United States:  Report Criticizes U.S. Handling of Wen Ho Lee Case

The U.S. Senate Subcommittee on Department of Justice Oversight released a report late last month that criticizes the federal government’s handling of the espionage case concerning nuclear scientist Wen Ho Lee in 1999, according to a summary of the report in the Congressional Record.

The U.S. investigation of Lee was “so inept that despite scrutiny spanning nearly two decades, both the FBI and the Department of Energy missed repeated opportunities to discover and stop his illegal computer activities,” said the summary.

“As a consequence of these numerous failures, magnetic computer tapes containing some of the nation’s most sensitive nuclear secrets are now missing when they could have been recovered as late as December 1998 and possibly even later,” the summary said.

The report concluded that claims that the investigation of Lee was ethnically biased were unfounded.  “The repeated investigations of Dr. Lee resulted from reasonable suspicions raised by Dr. Lee’s own conduct,” the summary said.  The report indicated that the government’s treatment of Lee after his arrest, which included placing him in manacles and solitary confinement, may have been a tactic to coerce a confession.

The report lists several concerns with the way the Energy Department and the FBI handled the investigation, including:

*         The government had “highly credible” information that Lee had helped the Chinese with computer codes and software, but investigators did not examine Lee’s own computer;

*         The FBI focused excessively on the alleged loss of design information on the W-88 nuclear warhead due to the reliance on the Energy Department’s administrative inquiry.

*          The Justice Department should have approved the FBI’s request for electronic surveillance of Lee.

*         The U.S. claim that Lee had to be banned from communication is “severely undercut” by the failure to obtain any kind of surveillance.  “If the government was truly concerned that Dr. Lee could potentially alter the global strategic balance though phrases as innocuous as ‘Uncle Wen says hello,’ or might send a signal to a foreign intelligence service to extract him, it should have sought to monitor his communications, but it did not.”

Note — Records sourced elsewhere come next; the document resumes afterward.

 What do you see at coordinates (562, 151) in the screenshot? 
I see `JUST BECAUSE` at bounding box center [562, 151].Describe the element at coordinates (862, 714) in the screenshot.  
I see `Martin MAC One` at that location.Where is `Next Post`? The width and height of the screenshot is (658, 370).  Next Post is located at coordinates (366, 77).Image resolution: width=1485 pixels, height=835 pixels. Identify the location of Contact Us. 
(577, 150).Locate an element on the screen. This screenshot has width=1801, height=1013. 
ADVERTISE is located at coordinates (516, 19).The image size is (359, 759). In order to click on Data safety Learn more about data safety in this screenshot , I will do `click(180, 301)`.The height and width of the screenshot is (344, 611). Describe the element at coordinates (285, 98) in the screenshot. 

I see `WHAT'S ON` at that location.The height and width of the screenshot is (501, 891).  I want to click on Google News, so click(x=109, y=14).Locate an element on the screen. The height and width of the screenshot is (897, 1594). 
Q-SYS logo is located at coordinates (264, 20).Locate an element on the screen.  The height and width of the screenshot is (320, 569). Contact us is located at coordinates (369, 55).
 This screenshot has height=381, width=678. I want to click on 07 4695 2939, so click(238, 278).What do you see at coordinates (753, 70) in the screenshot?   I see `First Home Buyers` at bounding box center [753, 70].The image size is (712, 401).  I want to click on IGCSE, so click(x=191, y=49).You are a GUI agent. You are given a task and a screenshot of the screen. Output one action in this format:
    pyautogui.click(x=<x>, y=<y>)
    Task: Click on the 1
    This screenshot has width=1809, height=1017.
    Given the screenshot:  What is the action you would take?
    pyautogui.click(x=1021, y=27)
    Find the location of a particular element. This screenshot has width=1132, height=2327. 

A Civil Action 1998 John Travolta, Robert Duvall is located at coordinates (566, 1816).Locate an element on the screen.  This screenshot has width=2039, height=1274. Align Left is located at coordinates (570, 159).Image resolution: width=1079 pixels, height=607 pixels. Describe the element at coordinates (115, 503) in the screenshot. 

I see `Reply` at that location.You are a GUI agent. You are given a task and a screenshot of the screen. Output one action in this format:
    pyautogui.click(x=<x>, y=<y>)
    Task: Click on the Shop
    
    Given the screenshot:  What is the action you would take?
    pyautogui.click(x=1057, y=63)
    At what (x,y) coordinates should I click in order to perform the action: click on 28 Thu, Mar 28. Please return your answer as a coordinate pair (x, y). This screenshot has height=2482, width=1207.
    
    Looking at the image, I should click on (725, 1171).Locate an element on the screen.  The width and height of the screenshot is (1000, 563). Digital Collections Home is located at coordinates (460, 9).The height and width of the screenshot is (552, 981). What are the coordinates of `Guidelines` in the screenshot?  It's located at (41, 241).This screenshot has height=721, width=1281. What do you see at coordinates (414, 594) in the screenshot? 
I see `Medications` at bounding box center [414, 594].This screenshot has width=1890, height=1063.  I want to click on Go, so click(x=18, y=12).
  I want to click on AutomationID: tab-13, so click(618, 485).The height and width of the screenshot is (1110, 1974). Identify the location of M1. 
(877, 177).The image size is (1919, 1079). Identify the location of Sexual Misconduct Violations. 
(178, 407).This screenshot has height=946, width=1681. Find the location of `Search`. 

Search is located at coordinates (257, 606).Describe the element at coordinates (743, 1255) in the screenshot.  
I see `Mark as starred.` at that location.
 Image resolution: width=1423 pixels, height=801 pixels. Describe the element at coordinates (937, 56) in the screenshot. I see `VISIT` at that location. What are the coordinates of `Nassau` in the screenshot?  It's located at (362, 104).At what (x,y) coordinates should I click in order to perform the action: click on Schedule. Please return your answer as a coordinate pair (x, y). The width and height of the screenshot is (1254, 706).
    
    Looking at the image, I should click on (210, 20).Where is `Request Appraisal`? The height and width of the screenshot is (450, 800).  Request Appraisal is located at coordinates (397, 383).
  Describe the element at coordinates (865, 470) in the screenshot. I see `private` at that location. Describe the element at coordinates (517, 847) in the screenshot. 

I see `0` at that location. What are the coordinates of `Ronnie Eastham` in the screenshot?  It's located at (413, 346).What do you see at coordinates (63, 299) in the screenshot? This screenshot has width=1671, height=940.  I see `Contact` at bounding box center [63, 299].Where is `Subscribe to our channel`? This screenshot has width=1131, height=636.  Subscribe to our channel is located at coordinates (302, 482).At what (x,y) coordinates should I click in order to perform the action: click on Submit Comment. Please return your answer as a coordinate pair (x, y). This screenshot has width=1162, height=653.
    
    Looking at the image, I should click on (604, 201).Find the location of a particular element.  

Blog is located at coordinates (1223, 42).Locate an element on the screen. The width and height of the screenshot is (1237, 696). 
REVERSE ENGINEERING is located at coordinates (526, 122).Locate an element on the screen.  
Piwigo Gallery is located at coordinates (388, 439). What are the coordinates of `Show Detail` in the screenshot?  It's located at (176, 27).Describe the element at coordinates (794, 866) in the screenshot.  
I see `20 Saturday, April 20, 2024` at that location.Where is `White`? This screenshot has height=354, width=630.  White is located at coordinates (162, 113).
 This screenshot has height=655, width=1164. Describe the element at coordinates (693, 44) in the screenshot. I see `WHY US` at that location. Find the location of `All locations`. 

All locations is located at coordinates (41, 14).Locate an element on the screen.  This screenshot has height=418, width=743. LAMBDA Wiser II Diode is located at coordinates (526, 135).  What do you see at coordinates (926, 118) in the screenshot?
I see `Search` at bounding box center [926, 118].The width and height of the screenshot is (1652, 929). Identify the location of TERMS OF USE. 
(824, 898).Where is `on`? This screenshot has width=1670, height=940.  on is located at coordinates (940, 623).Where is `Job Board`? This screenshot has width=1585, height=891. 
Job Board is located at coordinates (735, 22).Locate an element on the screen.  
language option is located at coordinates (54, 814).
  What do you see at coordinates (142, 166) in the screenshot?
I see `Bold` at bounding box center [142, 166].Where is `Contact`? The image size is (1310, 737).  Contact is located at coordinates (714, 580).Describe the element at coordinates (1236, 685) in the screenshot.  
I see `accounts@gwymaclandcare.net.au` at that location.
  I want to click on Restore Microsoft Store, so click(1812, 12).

*         The Energy Department should not have allowed Wackenhut contract polygraph examiners to administer a lie detector test to Lee, which they later incorrectly reported Lee had passed.

*         Some of the controversial steps in the case appeared to be taken to protect agencies’ image rather than out of concern for national security.

“One great tragedy of the Wen Ho Lee case is that the entire truth will likely never be known” the summary said.  “If the information Dr. Lee put at risk did not fall into the wrong hands, it is a matter of mere luck.  When the nation’s most sensitive nuclear secrets are at issue, it is unacceptable that we should have to rely on luck to keep them safe” (Congressional Record, Dec. 20).